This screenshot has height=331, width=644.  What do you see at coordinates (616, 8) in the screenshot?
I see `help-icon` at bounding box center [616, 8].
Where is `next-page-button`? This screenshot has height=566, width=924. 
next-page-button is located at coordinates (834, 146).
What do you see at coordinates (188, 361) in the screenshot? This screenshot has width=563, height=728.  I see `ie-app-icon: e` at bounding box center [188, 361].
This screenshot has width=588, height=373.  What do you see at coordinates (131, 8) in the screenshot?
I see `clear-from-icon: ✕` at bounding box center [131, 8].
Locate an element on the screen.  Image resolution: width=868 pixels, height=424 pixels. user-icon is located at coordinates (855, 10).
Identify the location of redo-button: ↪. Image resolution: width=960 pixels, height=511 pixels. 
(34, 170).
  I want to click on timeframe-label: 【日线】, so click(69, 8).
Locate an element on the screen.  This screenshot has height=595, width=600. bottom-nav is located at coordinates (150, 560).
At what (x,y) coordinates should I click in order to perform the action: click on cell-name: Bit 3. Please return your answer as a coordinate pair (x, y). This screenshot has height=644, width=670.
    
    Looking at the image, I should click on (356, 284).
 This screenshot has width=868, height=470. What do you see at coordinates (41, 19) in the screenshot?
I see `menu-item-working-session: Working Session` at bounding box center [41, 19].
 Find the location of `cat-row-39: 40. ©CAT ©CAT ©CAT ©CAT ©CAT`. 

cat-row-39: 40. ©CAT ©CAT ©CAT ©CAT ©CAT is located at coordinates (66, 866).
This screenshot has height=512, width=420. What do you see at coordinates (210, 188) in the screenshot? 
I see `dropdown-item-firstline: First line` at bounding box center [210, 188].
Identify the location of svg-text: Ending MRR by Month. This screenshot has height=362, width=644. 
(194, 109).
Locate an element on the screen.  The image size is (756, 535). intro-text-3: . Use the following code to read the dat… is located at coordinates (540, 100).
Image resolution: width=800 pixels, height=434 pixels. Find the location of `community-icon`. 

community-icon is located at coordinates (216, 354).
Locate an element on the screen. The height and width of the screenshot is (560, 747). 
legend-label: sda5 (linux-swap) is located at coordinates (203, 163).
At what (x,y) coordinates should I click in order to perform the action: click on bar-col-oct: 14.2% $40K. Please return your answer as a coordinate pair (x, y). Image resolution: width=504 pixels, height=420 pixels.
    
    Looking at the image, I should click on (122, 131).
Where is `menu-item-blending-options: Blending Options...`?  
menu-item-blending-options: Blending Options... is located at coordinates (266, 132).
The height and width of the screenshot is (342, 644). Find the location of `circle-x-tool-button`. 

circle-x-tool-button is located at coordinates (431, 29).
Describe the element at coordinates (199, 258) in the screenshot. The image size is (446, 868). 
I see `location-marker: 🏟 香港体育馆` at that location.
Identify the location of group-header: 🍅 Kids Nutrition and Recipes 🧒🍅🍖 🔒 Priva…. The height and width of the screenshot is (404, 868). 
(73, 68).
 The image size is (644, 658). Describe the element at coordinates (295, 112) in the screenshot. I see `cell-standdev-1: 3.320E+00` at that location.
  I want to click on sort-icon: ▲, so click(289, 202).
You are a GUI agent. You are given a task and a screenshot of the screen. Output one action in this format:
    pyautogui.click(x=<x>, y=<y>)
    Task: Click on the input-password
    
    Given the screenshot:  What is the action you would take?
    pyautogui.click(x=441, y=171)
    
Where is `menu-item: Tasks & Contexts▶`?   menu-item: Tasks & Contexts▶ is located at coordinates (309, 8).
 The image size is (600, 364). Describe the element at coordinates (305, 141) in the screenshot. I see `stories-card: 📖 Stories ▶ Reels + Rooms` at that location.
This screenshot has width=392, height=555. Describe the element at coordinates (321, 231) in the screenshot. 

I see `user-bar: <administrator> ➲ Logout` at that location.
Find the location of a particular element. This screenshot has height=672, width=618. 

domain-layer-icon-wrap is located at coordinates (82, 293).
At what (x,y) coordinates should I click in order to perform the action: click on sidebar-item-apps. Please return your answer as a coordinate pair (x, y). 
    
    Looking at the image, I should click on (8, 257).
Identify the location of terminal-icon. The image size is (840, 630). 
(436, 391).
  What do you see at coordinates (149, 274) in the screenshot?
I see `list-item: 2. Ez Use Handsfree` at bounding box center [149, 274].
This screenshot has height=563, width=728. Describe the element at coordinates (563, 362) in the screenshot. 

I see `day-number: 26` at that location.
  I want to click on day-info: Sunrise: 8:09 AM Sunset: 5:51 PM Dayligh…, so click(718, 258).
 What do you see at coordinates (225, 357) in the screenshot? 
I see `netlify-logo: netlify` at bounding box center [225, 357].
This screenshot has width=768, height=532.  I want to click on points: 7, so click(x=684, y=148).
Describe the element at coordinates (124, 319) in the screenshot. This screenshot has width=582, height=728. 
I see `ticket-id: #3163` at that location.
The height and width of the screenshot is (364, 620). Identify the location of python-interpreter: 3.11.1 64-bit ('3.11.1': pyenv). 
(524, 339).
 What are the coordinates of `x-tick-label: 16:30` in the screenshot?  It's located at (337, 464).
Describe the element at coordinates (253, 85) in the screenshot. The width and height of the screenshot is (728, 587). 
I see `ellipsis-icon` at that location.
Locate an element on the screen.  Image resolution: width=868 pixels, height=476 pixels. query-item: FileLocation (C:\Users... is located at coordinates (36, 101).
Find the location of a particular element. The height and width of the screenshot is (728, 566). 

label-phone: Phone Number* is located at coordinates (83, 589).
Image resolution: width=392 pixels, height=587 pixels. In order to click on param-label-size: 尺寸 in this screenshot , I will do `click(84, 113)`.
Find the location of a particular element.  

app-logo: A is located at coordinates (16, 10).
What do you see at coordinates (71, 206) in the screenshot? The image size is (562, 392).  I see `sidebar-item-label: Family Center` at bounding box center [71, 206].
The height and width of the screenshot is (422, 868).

= = = = =

* [WORK TASK]:
Repeat, exactly and in full, the records shown above.

* [EXERCISE ANSWER]:
This screenshot has height=331, width=644.  What do you see at coordinates (616, 8) in the screenshot?
I see `help-icon` at bounding box center [616, 8].
Where is `next-page-button`? This screenshot has height=566, width=924. 
next-page-button is located at coordinates (834, 146).
What do you see at coordinates (188, 361) in the screenshot? This screenshot has width=563, height=728.  I see `ie-app-icon: e` at bounding box center [188, 361].
This screenshot has width=588, height=373.  What do you see at coordinates (131, 8) in the screenshot?
I see `clear-from-icon: ✕` at bounding box center [131, 8].
Locate an element on the screen.  Image resolution: width=868 pixels, height=424 pixels. user-icon is located at coordinates (855, 10).
Identify the location of redo-button: ↪. Image resolution: width=960 pixels, height=511 pixels. 
(34, 170).
  I want to click on timeframe-label: 【日线】, so click(69, 8).
Locate an element on the screen.  This screenshot has height=595, width=600. bottom-nav is located at coordinates (150, 560).
At what (x,y) coordinates should I click in order to perform the action: click on cell-name: Bit 3. Please return your answer as a coordinate pair (x, y). This screenshot has height=644, width=670.
    
    Looking at the image, I should click on (356, 284).
 This screenshot has width=868, height=470. What do you see at coordinates (41, 19) in the screenshot?
I see `menu-item-working-session: Working Session` at bounding box center [41, 19].
 Find the location of `cat-row-39: 40. ©CAT ©CAT ©CAT ©CAT ©CAT`. 

cat-row-39: 40. ©CAT ©CAT ©CAT ©CAT ©CAT is located at coordinates (66, 866).
This screenshot has height=512, width=420. What do you see at coordinates (210, 188) in the screenshot? 
I see `dropdown-item-firstline: First line` at bounding box center [210, 188].
Identify the location of svg-text: Ending MRR by Month. This screenshot has height=362, width=644. 
(194, 109).
Locate an element on the screen.  The image size is (756, 535). intro-text-3: . Use the following code to read the dat… is located at coordinates (540, 100).
Image resolution: width=800 pixels, height=434 pixels. Find the location of `community-icon`. 

community-icon is located at coordinates (216, 354).
Locate an element on the screen. The height and width of the screenshot is (560, 747). 
legend-label: sda5 (linux-swap) is located at coordinates (203, 163).
At what (x,y) coordinates should I click in order to perform the action: click on bar-col-oct: 14.2% $40K. Please return your answer as a coordinate pair (x, y). Image resolution: width=504 pixels, height=420 pixels.
    
    Looking at the image, I should click on (122, 131).
Where is `menu-item-blending-options: Blending Options...`?  
menu-item-blending-options: Blending Options... is located at coordinates (266, 132).
The height and width of the screenshot is (342, 644). Find the location of `circle-x-tool-button`. 

circle-x-tool-button is located at coordinates (431, 29).
Describe the element at coordinates (199, 258) in the screenshot. The image size is (446, 868). 
I see `location-marker: 🏟 香港体育馆` at that location.
Identify the location of group-header: 🍅 Kids Nutrition and Recipes 🧒🍅🍖 🔒 Priva…. The height and width of the screenshot is (404, 868). 
(73, 68).
 The image size is (644, 658). Describe the element at coordinates (295, 112) in the screenshot. I see `cell-standdev-1: 3.320E+00` at that location.
  I want to click on sort-icon: ▲, so click(289, 202).
You are a GUI agent. You are given a task and a screenshot of the screen. Output one action in this format:
    pyautogui.click(x=<x>, y=<y>)
    Task: Click on the input-password
    
    Given the screenshot:  What is the action you would take?
    pyautogui.click(x=441, y=171)
    
Where is `menu-item: Tasks & Contexts▶`?   menu-item: Tasks & Contexts▶ is located at coordinates (309, 8).
 The image size is (600, 364). Describe the element at coordinates (305, 141) in the screenshot. I see `stories-card: 📖 Stories ▶ Reels + Rooms` at that location.
This screenshot has width=392, height=555. Describe the element at coordinates (321, 231) in the screenshot. 

I see `user-bar: <administrator> ➲ Logout` at that location.
Find the location of a particular element. This screenshot has height=672, width=618. 

domain-layer-icon-wrap is located at coordinates (82, 293).
At what (x,y) coordinates should I click in order to perform the action: click on sidebar-item-apps. Please return your answer as a coordinate pair (x, y). 
    
    Looking at the image, I should click on (8, 257).
Identify the location of terminal-icon. The image size is (840, 630). 
(436, 391).
  What do you see at coordinates (149, 274) in the screenshot?
I see `list-item: 2. Ez Use Handsfree` at bounding box center [149, 274].
This screenshot has height=563, width=728. Describe the element at coordinates (563, 362) in the screenshot. 

I see `day-number: 26` at that location.
  I want to click on day-info: Sunrise: 8:09 AM Sunset: 5:51 PM Dayligh…, so click(718, 258).
 What do you see at coordinates (225, 357) in the screenshot? 
I see `netlify-logo: netlify` at bounding box center [225, 357].
This screenshot has width=768, height=532.  I want to click on points: 7, so click(x=684, y=148).
Describe the element at coordinates (124, 319) in the screenshot. This screenshot has width=582, height=728. 
I see `ticket-id: #3163` at that location.
The height and width of the screenshot is (364, 620). Identify the location of python-interpreter: 3.11.1 64-bit ('3.11.1': pyenv). 
(524, 339).
 What are the coordinates of `x-tick-label: 16:30` in the screenshot?  It's located at (337, 464).
Describe the element at coordinates (253, 85) in the screenshot. The width and height of the screenshot is (728, 587). 
I see `ellipsis-icon` at that location.
Locate an element on the screen.  Image resolution: width=868 pixels, height=476 pixels. query-item: FileLocation (C:\Users... is located at coordinates (36, 101).
Find the location of a particular element. The height and width of the screenshot is (728, 566). 

label-phone: Phone Number* is located at coordinates (83, 589).
Image resolution: width=392 pixels, height=587 pixels. In order to click on param-label-size: 尺寸 in this screenshot , I will do `click(84, 113)`.
Find the location of a particular element.  

app-logo: A is located at coordinates (16, 10).
What do you see at coordinates (71, 206) in the screenshot? The image size is (562, 392).  I see `sidebar-item-label: Family Center` at bounding box center [71, 206].
The height and width of the screenshot is (422, 868).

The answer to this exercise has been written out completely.